The International Research Centre for Late Antiquity and Middle Ages has been working as a research centre of the University of Zagreb since 1993 at several locations in Croatia: in the premises of the University of Zagreb in the town of Motovun, and at the Faculty of Humanities and Social Sciences in Zagreb. The Centre’s organizational structure comprises the Director and the Council who develop the Centre’s program, its scholarly, research and publishing activities. The IRC for Late Antiquity and Middle Ages was founded with two objectives in mind: first, to present the older Croatian heritage, until then relatively unknown in Europe and the rest of the world, to experts and broader public, and second, to make the Centre one of Europe’s central locations for research and scholarly activities by supporting large-scale international projects to be realized in Croatia that bring together the most renowned experts from all over the world. Given that in the first ten years of its existence the Centre has become one of the leading centres among similar specialized initiatives in Europe, its main objective has been accomplished.
One of the guiding ideas was that the Centre’s activities cover a wide area of research in order to include the greatest possible number of experts of different profiles and interests. Thus, the Centre is not specialized in studying one exclusive segment of older Croatian heritage, but it focuses on a broader time period ranging from the 4th until the 15th century and tries to employ a multidisciplinary approach which allows experts of different profiles (archaeologists, art historians, architects, museologists, conservators, antique law experts, liturgists, philosophers, historians of literature, anthropologists, sociologists, etc.) to participate in the Centre’s work. In addition, the Centre is not limited to studying Croatian cultural heritage exclusively, but it tries to incorporate and contextualize it within the framework of the European and world cultural heritage. This aspect of the Centre’s work greatly benefits from cooperating with experts from all over the world.
Since 1994 the Centre organizes annual international conferences which regularly bring together a wide range of experts of different profiles from all over the world. The topics for the conferences are thus selected in accordance with the idea of multidisciplinary approach and are defined as universal cultural phenomena which allow to be studied from different perspectives. Hortus atrium medievalium is the Centre’s scientific journal, published regularly since 1995 and it primarily brings papers and articles given at the annual symposiums, but also reports from current archaeological excavations, results of research and conservation works on monuments from Late Antiquity and the Middle Ages in Croatia as well as reviews of newer publications from Europe and the rest of the world. In 2001 the Centre started the Dissertationes et monographiae series. A. Terry’s and F. Gilmore Eaves’s book Retrieving the Record: A Century of Archaeology at Poreč (1847-1947) was the first to be published in the series, while other publications are in preparation.
The International Research Centre for Late Antiquity and Middle Ages is conducting a series of archaeological research (Bale, Guran, Osor, Kaštelina on the Island of Rab) in successful cooperation with the colleagues from Croatia and Europe, primarily, France, Switzerland and Italy. The findings of the research are always discussed among the members of the Centre and preliminary reports and papers are written and published in cooperation. Given its wide range of interests and activities, the IRC for Late Antiquity and Middle Ages initiated several successful exhibitions that took place in Split, Zagreb and Ecouen near Paris (Croats and Carolingians, Croatian Renaissance, Renaissance in France) and it is also planning similar projects in the future.
Ever since its beginnings, i.e. since the publication of Hortus atrium medievalium began, the Centre has supported the exchange of publications from the field of Late Antiquity and the Middle Ages with a number scholarly and research institutions from Europe and the rest of the world and with time the Centre founded a library which is today considered the best equipped Croatian library for the medieval period.
In 2007 the Centre received substantial financial support from the European Commission as part of FP6 Funds (Framework 6 Programme) which allows for further branching and expansion of its activities. New areas of research and cooperation are being opened, including organization of educational workshops at archaeological sites for students as well as development of preliminary studies for archaeological parks and a number of new publications.
According to our expectations in the years to come the Centre’s very diverse activities will further develop and become even more prominent. We look forward to future successful cooperation with scholarly and cultural institutions from all over the world.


Your task is to copy every line of the records below that contains "prairie".

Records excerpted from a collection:

__________________________________________________

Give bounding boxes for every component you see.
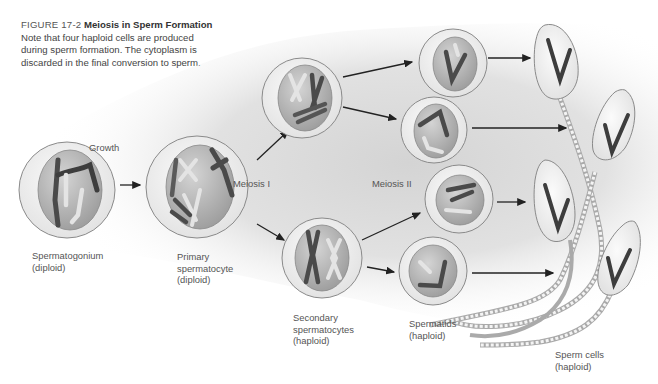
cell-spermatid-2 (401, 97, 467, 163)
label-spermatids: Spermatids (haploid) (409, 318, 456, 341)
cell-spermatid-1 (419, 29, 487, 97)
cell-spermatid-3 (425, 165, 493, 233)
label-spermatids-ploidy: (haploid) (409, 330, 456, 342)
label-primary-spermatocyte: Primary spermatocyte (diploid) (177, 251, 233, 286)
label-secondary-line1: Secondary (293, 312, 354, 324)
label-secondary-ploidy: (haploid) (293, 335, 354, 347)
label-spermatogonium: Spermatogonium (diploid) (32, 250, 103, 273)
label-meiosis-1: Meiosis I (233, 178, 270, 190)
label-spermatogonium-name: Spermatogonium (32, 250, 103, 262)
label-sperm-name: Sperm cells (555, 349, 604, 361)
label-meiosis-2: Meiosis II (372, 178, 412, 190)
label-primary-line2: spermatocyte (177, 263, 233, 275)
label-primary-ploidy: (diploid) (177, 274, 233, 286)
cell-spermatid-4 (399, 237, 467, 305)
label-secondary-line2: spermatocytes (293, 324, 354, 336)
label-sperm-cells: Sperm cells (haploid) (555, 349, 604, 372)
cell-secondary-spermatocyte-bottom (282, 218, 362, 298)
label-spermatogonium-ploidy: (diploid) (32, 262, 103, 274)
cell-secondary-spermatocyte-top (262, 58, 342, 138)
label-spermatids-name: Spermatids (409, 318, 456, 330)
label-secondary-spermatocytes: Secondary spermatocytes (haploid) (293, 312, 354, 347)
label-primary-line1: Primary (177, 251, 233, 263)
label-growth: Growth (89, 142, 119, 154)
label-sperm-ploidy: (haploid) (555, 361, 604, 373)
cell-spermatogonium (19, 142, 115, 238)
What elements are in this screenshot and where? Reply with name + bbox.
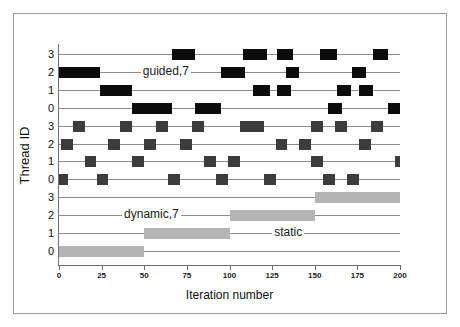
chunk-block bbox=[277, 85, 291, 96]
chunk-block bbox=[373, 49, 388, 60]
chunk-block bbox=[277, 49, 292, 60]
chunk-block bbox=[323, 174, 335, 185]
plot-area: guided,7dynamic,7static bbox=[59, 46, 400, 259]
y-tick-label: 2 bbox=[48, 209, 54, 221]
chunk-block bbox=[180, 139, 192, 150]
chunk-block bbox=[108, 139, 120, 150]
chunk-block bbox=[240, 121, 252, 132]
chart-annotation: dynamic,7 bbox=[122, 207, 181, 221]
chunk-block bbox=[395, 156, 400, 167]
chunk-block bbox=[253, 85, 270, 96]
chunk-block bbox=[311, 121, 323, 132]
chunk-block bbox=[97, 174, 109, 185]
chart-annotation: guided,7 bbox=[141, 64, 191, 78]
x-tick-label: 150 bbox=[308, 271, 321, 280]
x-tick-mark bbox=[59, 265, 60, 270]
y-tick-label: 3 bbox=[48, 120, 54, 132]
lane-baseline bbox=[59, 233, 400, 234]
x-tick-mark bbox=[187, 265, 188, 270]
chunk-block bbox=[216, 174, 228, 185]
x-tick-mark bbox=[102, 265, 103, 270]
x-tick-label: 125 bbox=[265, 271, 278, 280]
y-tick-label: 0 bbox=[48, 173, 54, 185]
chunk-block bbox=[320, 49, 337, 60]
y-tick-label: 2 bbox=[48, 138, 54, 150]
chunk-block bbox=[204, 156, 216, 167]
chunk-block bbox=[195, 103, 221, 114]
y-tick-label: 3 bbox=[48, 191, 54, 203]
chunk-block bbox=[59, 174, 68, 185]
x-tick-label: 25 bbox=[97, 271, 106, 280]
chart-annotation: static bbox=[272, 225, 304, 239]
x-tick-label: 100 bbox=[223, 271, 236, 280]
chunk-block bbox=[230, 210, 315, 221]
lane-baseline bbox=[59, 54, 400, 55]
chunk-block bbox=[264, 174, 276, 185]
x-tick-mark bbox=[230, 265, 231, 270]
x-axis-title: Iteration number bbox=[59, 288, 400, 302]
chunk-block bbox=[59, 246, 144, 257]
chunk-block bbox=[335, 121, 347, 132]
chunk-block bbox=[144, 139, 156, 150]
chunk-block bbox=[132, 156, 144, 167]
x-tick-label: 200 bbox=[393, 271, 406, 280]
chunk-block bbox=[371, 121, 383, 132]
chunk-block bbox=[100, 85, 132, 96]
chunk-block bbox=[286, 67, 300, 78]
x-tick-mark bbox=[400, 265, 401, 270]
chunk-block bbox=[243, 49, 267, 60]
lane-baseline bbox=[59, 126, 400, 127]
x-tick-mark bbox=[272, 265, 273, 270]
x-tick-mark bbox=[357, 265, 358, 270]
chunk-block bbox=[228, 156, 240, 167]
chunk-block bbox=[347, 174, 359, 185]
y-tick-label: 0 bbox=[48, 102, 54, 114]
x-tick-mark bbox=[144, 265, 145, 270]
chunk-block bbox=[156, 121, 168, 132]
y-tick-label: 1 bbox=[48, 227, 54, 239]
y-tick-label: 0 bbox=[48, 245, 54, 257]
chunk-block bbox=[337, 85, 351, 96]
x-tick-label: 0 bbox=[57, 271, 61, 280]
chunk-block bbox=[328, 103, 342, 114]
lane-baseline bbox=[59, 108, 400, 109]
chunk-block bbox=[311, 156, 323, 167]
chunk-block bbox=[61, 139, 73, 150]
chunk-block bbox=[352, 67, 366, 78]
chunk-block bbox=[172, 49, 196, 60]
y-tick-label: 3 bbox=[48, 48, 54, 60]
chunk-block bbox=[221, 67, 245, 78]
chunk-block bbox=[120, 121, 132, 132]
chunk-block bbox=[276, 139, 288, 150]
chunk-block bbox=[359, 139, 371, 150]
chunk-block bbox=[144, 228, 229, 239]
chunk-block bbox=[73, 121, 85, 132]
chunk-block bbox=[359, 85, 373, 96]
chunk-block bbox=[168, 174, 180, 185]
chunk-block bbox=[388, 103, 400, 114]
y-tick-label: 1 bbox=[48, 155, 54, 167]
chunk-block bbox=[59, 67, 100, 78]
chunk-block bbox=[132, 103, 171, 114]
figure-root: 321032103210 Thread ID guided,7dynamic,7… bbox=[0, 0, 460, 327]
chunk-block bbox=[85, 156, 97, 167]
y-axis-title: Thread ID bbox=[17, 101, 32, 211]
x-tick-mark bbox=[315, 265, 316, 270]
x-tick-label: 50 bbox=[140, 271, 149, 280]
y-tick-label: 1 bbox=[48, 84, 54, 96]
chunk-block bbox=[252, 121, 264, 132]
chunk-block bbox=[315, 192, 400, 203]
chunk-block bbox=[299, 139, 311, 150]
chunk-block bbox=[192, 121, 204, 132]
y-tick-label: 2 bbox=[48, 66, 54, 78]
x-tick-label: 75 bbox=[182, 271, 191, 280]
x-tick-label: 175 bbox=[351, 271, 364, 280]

__________________________________________________

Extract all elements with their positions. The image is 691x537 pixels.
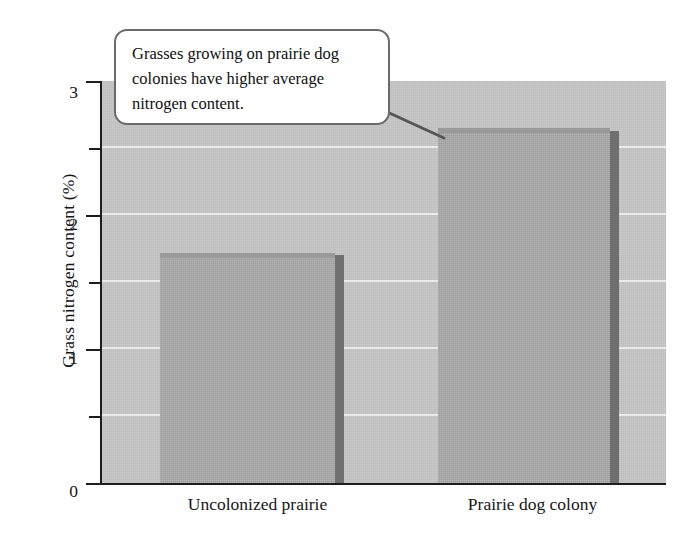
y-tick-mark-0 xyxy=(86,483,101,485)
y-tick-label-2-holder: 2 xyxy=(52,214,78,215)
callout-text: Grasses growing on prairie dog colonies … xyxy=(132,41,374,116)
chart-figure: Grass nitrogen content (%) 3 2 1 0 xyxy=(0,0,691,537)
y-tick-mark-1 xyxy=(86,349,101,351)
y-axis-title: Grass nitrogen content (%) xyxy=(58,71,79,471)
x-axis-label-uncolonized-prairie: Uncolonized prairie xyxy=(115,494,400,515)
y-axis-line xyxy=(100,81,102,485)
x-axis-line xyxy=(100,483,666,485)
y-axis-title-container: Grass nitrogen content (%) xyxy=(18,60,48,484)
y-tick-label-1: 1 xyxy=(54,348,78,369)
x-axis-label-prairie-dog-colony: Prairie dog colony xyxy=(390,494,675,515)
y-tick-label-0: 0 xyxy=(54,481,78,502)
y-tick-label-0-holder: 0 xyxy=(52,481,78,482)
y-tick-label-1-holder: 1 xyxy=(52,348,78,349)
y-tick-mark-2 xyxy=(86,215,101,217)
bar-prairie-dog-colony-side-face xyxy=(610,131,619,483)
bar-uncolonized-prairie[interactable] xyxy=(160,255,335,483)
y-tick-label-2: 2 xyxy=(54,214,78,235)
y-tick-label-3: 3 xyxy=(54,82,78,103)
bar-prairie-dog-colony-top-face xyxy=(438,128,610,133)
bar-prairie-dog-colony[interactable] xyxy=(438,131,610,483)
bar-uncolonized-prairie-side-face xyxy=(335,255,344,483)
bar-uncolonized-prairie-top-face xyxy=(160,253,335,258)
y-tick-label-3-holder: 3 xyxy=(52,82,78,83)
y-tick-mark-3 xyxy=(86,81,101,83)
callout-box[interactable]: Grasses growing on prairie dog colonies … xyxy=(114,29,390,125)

__________________________________________________

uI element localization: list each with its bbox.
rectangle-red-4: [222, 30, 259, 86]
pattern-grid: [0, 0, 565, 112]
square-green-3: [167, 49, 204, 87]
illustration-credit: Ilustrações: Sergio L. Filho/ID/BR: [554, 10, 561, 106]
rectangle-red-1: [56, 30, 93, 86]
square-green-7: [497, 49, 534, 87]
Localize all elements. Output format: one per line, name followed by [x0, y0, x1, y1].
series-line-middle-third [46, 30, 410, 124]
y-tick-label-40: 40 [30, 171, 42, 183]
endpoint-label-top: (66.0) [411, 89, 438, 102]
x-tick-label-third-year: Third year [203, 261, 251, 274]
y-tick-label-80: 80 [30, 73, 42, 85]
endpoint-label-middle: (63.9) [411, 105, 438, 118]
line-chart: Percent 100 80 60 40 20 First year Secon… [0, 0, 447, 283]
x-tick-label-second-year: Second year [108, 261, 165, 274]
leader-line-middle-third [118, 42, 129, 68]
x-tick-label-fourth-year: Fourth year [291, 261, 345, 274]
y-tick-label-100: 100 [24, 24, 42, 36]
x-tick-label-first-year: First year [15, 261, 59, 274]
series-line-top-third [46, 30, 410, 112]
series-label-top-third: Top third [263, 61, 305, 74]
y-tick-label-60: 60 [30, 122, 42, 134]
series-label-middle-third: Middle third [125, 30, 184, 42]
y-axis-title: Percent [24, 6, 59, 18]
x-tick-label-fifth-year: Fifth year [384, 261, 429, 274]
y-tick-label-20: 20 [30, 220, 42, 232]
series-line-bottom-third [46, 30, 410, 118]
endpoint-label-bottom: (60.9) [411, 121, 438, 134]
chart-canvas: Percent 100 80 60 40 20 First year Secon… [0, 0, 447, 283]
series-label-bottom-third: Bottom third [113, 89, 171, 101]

__________________________________________________

■ RESPONSE AREA:
callout-text: Grasses growing on prairie dog colonies … xyxy=(132,41,374,116)
x-axis-label-uncolonized-prairie: Uncolonized prairie xyxy=(115,494,400,515)
x-axis-label-prairie-dog-colony: Prairie dog colony xyxy=(390,494,675,515)
bar-prairie-dog-colony-side-face xyxy=(610,131,619,483)
bar-uncolonized-prairie[interactable] xyxy=(160,255,335,483)
bar-prairie-dog-colony-top-face xyxy=(438,128,610,133)
bar-prairie-dog-colony[interactable] xyxy=(438,131,610,483)
bar-uncolonized-prairie-side-face xyxy=(335,255,344,483)
bar-uncolonized-prairie-top-face xyxy=(160,253,335,258)
callout-box[interactable]: Grasses growing on prairie dog colonies … xyxy=(114,29,390,125)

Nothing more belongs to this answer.